Of the now over a dozen FAANG/AI "boomerangs" I know, all of them predate COVID hiring or whatever and all get crammed down on RSU grants they accumulated over years: whether or not phone calls got made it's pretty clearly on everyone's agenda to wash all the ESOP out, neutron bomb the Peninsula, and then hire everyone back with at dramatically lower TC all while blowing EPS out quarter after quarter.
Meanwhile the FOMC is openly talking about looser labor markets via open market operations (that's direct government interference in free labor markets to suppress wages for the pro-capitalism folks, think a little about what capitalism is supposed to mean if you are ok with this), and this against the backdrop of an election between two men having trouble campaigning effectively because one is fighting off dozens of lawsuits including multiple felony charges and the other is flying back and forth between Kiev and Tel Aviv trying to manage two wars he can't seem to manage: IIRC Biden is in Ukraine right now trying to keep Zelenskyy from drone-bombing any more refineries of Urals crude because `CL` or whatever is up like 5% in the last three weeks which is really bad in an election year looking to get nothing but uglier: is anyone really arguing that some meme on /r/crypto is what's pushing e.g. BTC and not a pretty shaky-looking Fed?
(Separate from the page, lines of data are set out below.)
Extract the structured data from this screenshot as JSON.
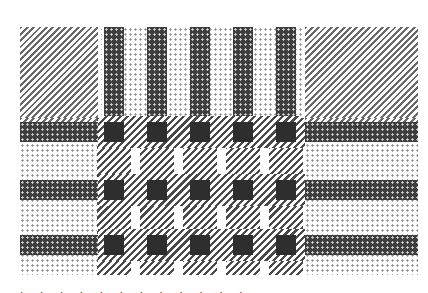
{
  "image": {
    "description": "Halftone grayscale plaid / tartan fabric pattern",
    "colors": {
      "background": "#ffffff",
      "dark": "#2e2e2e",
      "mid": "#4a4a4a",
      "light": "#8a8a8a"
    },
    "vertical_stripes_x": [
      84,
      127,
      170,
      213,
      256
    ],
    "stripe_width": 20,
    "horizontal_bands_y": [
      95,
      153,
      208
    ],
    "band_height": 20,
    "corner_block_left": {
      "x": 0,
      "w": 78
    },
    "corner_block_right": {
      "x": 285,
      "w": 113
    },
    "top_zone_height": 91
  },
  "caption": {
    "text": "˙ ˙ ˙ ˙ ˙ ˙ ˙ ˙ ˙ ˙ ˙ ˙"
  }
}
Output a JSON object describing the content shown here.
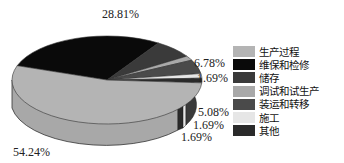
{
  "chart_data": {
    "type": "pie",
    "style": "3d",
    "title": "",
    "categories": [
      "生产过程",
      "维保和检修",
      "储存",
      "调试和试生产",
      "装运和转移",
      "施工",
      "其他"
    ],
    "values": [
      54.24,
      28.81,
      6.78,
      1.69,
      5.08,
      1.69,
      1.69
    ],
    "value_labels": [
      "54.24%",
      "28.81%",
      "6.78%",
      "1.69%",
      "5.08%",
      "1.69%",
      "1.69%"
    ],
    "colors": [
      "#b4b4b4",
      "#0a0a0a",
      "#3a3a3a",
      "#a9a9a9",
      "#4a4a4a",
      "#e6e6e6",
      "#2a2a2a"
    ],
    "legend_position": "right"
  },
  "labels": {
    "l0": "54.24%",
    "l1": "28.81%",
    "l2": "6.78%",
    "l3": "1.69%",
    "l4": "5.08%",
    "l5": "1.69%",
    "l6": "1.69%"
  },
  "legend": [
    {
      "label": "生产过程",
      "color": "#b4b4b4"
    },
    {
      "label": "维保和检修",
      "color": "#0a0a0a"
    },
    {
      "label": "储存",
      "color": "#3a3a3a"
    },
    {
      "label": "调试和试生产",
      "color": "#a9a9a9"
    },
    {
      "label": "装运和转移",
      "color": "#4a4a4a"
    },
    {
      "label": "施工",
      "color": "#e6e6e6"
    },
    {
      "label": "其他",
      "color": "#2a2a2a"
    }
  ]
}
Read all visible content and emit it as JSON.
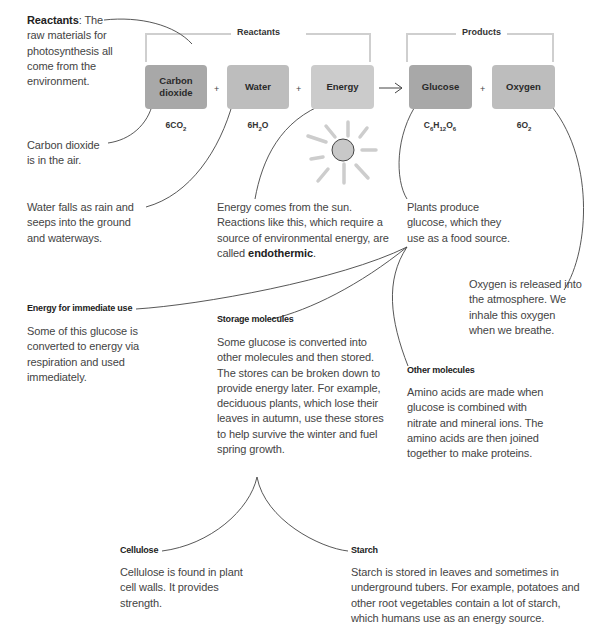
{
  "groups": {
    "reactants_label": "Reactants",
    "products_label": "Products"
  },
  "equation": {
    "boxes": [
      {
        "label": "Carbon dioxide",
        "line1": "Carbon",
        "line2": "dioxide",
        "formula_main": "6CO",
        "formula_sub": "2"
      },
      {
        "label": "Water",
        "formula_a": "6H",
        "formula_sub": "2",
        "formula_b": "O"
      },
      {
        "label": "Energy"
      },
      {
        "label": "Glucose",
        "formula": "C6H12O6"
      },
      {
        "label": "Oxygen",
        "formula_main": "6O",
        "formula_sub": "2"
      }
    ],
    "plus": "+",
    "arrow": "→",
    "colors": {
      "dark": "#a8a8a8",
      "mid": "#bdbdbd",
      "light": "#cbcbcb",
      "sun": "#c8c8c8"
    }
  },
  "annotations": {
    "reactants_term": "Reactants",
    "reactants_rest": ": The raw materials for photosynthesis all come from the environment.",
    "co2": "Carbon dioxide is in the air.",
    "water": "Water falls as rain and seeps into the ground and waterways.",
    "energy_pre": "Energy comes from the sun. Reactions like this, which require a source of environmental energy, are called ",
    "energy_term": "endothermic",
    "energy_post": ".",
    "glucose": "Plants produce glucose, which they use as a food source.",
    "oxygen": "Oxygen is released into the atmosphere. We inhale this oxygen when we breathe."
  },
  "uses": [
    {
      "heading": "Energy for immediate use",
      "text": "Some of this glucose is converted to energy via respiration and used immediately."
    },
    {
      "heading": "Storage molecules",
      "text": "Some glucose is converted into other molecules and then stored. The stores can be broken down to provide energy later. For example, deciduous plants, which lose their leaves in autumn, use these stores to help survive the winter and fuel spring growth."
    },
    {
      "heading": "Other molecules",
      "text": "Amino acids are made when glucose is combined with nitrate and mineral ions. The amino acids are then joined together to make proteins."
    },
    {
      "heading": "Cellulose",
      "text": "Cellulose is found in plant cell walls. It provides strength."
    },
    {
      "heading": "Starch",
      "text": "Starch is stored in leaves and sometimes in underground tubers. For example, potatoes and other root vegetables contain a lot of starch, which humans use as an energy source."
    }
  ]
}
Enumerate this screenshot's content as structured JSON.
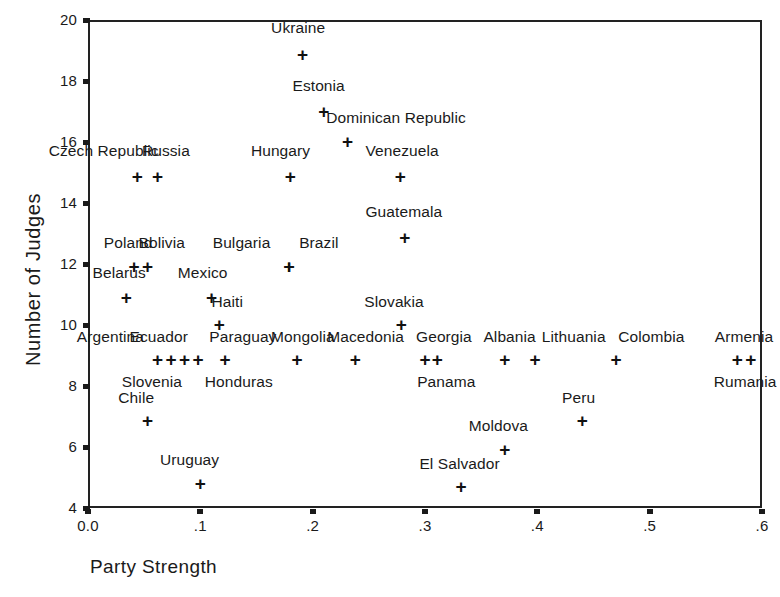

Meanwhile over in crypto land, over the same period of time that AI and other marquee Valley tech has been turning into a scandal-plagued orgy of ugly headlines on a nearly daily basis, the regulators have actually been getting serious about sending bad actors to jail or leaning on them with the prospect (SBF, CZ), major ETFs and futures serviced by reputable exchanges (e.g. CME) have entered mainstream portfolios, and a new generation of exchanges (`dy/dx`, Vertex, Apex, Orderly) backed by conventional finance investments in robust bridge infrastructure (LayerZero) are now doing standard Island/ARCA-style efficient matching and then using the blockchain for what it's for: printing a consolidated, Reg NMS/NBBO/SIP-style consolidated tape.
As a freelancer I don't really have a dog in this fight, I judge projects by feasibility, compensation, and minimum ick factor. From the vantage point of my flow the AI projects are sketchier looking on average and below market bids on average contrasted to the blockchain projects, a stark reversal from even six months ago.
Edit: I just saw the news about Kate Middleton, I was unaware of this when I wrote the above which is in extremely poor taste in light of that news. My thoughts and prayers are with her and her family.
I and many many people around me use ChatGPT every single day in our lives. AI has a lot of hype but it’s backed by real crap that’s useful. Crypto on the other hand never really did anything practical except help people buy drugs and launder money. Or make people money in the name of investments.